Draw inspiration from vodka, challah, brisket, and sauerkraut! Tabletop game designer Pearse Anderson has created a new food-centric tabletop roleplaying game, Recipe on Kmiydish Paper, which is available to play now. Anderson’s game lets you choose between meat, pastry, beverage, or preserves as characters, allowing you to play as the food.

As you inhabit a food and its history, you'll experience the sister cities of Blue Kmiyd and Rose Kmiyd. In the game, you'll pass through five chefs, who are influenced by you while you are influenced by them. 

Courtesy of Pearse Anderson.

Recipe on Kmiydish Paper came about after Anderson challenged himself to create eight fictional holidays. He eventually developed these fantastical holidays into his new tabletop roleplaying game. Jake Cohen’s book Jew-ish: A Cookbook: Reinvented Recipes from a Modern Mensch also served as a major source of inspiration for Recipe on Kmiydish Paper.

For Anderson, a Gen Z speculative fiction writer and journalist, making games is a creative outlet. He has an abundance of creative ideas, and tabletop roleplaying game creation allows him to share them with the public. Recipe on Kmiydish Paper is no exception.

“I feel confident throwing in recipes because I know that food touches all concepts of life,” Anderson said. “I know that if I let people talk about food, they’ll end up talking about power. They’ll end up talking about community. They’ll end up talking about the legacy of their people.”

Did you always have passion for Jewish food or did the creation of your game bring it out?

I think I have the Jewish guilt about not knowing enough about Jewish food. This game certainly allowed me to dive into a bunch of different fields. In playbook options, which kind of lists each of the foods, there’s a section that says be inspired by dishes and be inspired by ingredients. Those sections were really satisfying to fill out because I was able to work my way through the table of contents and indexes of various Jewish and Eastern European and Ottoman cookbooks. I saw my childhood ingredients being reused, or things that I didn’t necessarily think of as Jewish.

What is your background with roleplaying games and game creation?

I’ve only played Dungeons and Dragons once. I don’t love the mathematical systems of D&D. I don’t love the orientation towards a kind of grind element of combat in that. I was raised with very different indie tabletop games like Fiasco. I came into it kind of sideways through that and when I started doing more journalism I covered Mork Borg for The Guardian, which is a Swedish tabletop roleplaying game. I’m developing a Mork Borg expansion now using the third-party license.

How did Recipe on Kmiydish Paper come to life?
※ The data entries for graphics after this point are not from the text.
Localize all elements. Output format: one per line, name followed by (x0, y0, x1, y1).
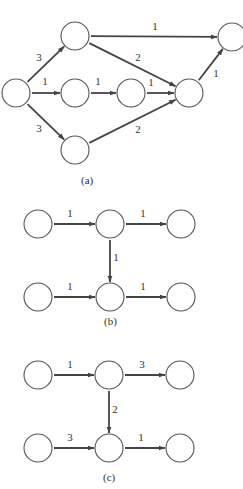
node-circle-b-b2 (96, 283, 124, 311)
edge-weight-label: 1 (95, 75, 101, 87)
node-circle-b-b3 (167, 283, 195, 311)
edge-weight-label: 1 (140, 207, 146, 219)
node-circle-c-a1 (24, 361, 52, 389)
edge-weight-label: 1 (67, 358, 73, 370)
edge-arrow-a-j-e (199, 49, 223, 80)
edge-weight-label: 3 (36, 122, 42, 134)
node-circle-b-a3 (167, 210, 195, 238)
edge-weight-label: 2 (112, 403, 118, 415)
node-circle-c-b2 (95, 434, 123, 462)
diagram-caption-a: (a) (81, 174, 94, 187)
edge-weight-label: 1 (67, 207, 73, 219)
node-circle-a-e (218, 23, 243, 51)
edge-weight-label: 2 (135, 51, 141, 63)
edge-weight-label: 1 (113, 251, 119, 263)
edge-arrow-a-t-e (91, 36, 217, 37)
node-circle-b-a2 (96, 210, 124, 238)
node-circle-a-m1 (61, 79, 89, 107)
node-circle-c-a3 (166, 361, 194, 389)
node-circle-b-a1 (24, 210, 52, 238)
edge-weight-label: 1 (148, 76, 154, 88)
diagram-caption-b: (b) (104, 315, 117, 328)
node-circle-c-a2 (95, 361, 123, 389)
node-circle-a-m2 (117, 79, 145, 107)
network-diagrams: 313121121(a)11111(b)13231(c) (0, 0, 243, 489)
edge-weight-label: 3 (139, 358, 145, 370)
node-circle-a-j (175, 79, 203, 107)
edge-weight-label: 1 (67, 280, 73, 292)
edge-weight-label: 2 (135, 123, 141, 135)
edge-weight-label: 3 (36, 51, 42, 63)
node-circle-b-b1 (24, 283, 52, 311)
node-circle-a-t (61, 22, 89, 50)
edge-weight-label: 1 (213, 67, 219, 79)
node-circle-a-b (61, 136, 89, 164)
node-circle-a-s (2, 79, 30, 107)
node-circle-c-b3 (166, 434, 194, 462)
edge-weight-label: 1 (152, 20, 158, 32)
edge-weight-label: 1 (140, 280, 146, 292)
edge-weight-label: 1 (138, 431, 144, 443)
edge-weight-label: 1 (42, 75, 48, 87)
edge-weight-label: 3 (67, 431, 73, 443)
edge-arrow-a-s-b (28, 104, 65, 139)
diagram-caption-c: (c) (103, 471, 116, 484)
node-circle-c-b1 (24, 434, 52, 462)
A game jam appeared. Game jams are usually tied to a certain time limit. Frequently with larger video games a game jam will be 48 hours, 24 hours, to design and release a platform or some kind of quick, spritely game. This game jam was a month and a day from when I started. Within that month and a day I released the game. I had the art, I did all the layout myself, and I messed up many times. It was definitely a learning experience.

What is general gameplay like?

The game is split up into three acts, the opening, the shifting, and the settling. The game essentially has you as the beverage, the meat, the preserve, or the pastry. Those are your four options for foods. You are created the first time you ran down on a recipe, and the entire game takes place as a recipe of you is passed from chef to chef to chef. Usually, in a game, there are five chefs, including the first chef who recorded you. As that happens, you work through these acts. The people who consume you and the cultural identity that is rooted in these people is shifted as the world changes for better or for worse.

What kind of community do you hope this game brings together?

The things that I changed the most out of the game I based it on, “Artefact” by Jack Harrison is the fact that you are a food that is some essential element to a cultural identity of people. It doesn’t have to be Jewish. It doesn’t have to be religious. It doesn’t have to be ethnic. You can play the game where it’s a group that is centered in a sexual orientation or their political philosophy. It’s somehow insular and yet, you are a way to bind them together and tell a story and I think that’s a really universal tale. I think that’s something really hard to simulate well, especially with food. Just the fact that you’re nonhuman — but you’re tied to some kind of marginalized group that is trying for a good life in a strange world — are all sorts of elements that I want people to connect with. I think there’s a lot of potential for expansion within this game.  

This story was part of Brainfood: Careers in the Food World. Check out the rest of the collection here, and see you at Brainfood on Friday, Nov. 12 at 3 p.m. ET!